Get the current priority of a process

Synopsis:

#include <sched.h>

int sched_getparam( pid_t pid,
                    struct sched_param * param );

Library:

libc

Description:

The sched_getparam() function gets the current priority of the process specified by pid, and puts it in the sched_priority member of the sched_param structure pointed to by param.

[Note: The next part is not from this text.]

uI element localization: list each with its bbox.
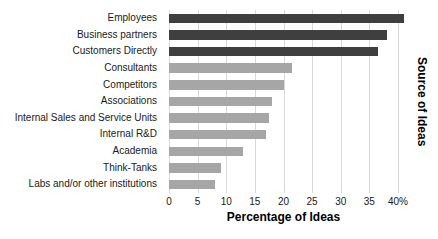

If pid is zero, the priority of the calling process is returned.

Returns:

0
Success
-1
An error occurred (errno is set).

Errors:

EPERM
The calling process doesn't have sufficient privilege to get the priority.
ESRCH
The process pid doesn't exist.

Classification:

POSIX 1003.1 (Realtime Extensions)

Safety:
Cancellation point No
Interrupt handler No
Signal handler Yes
Thread Yes

Caveats:

Currently, the implementation of sched_getparam() isn't 100% POSIX 1003.1-1996. The sched_getparam() function returns the scheduling parameters for thread 1 in the process pid, or for the calling thread if pid is 0.

If you depend on this in new code, it will not be portable. POSIX 1003.1 says sched_getparam() should return -1 and set errno to EPERM in a multithreaded application.

See also:

errno, getprio(), sched_get_priority_max(), sched_get_priority_min(), sched_getscheduler(), sched_setparam(), sched_setscheduler(), sched_yield(), setprio()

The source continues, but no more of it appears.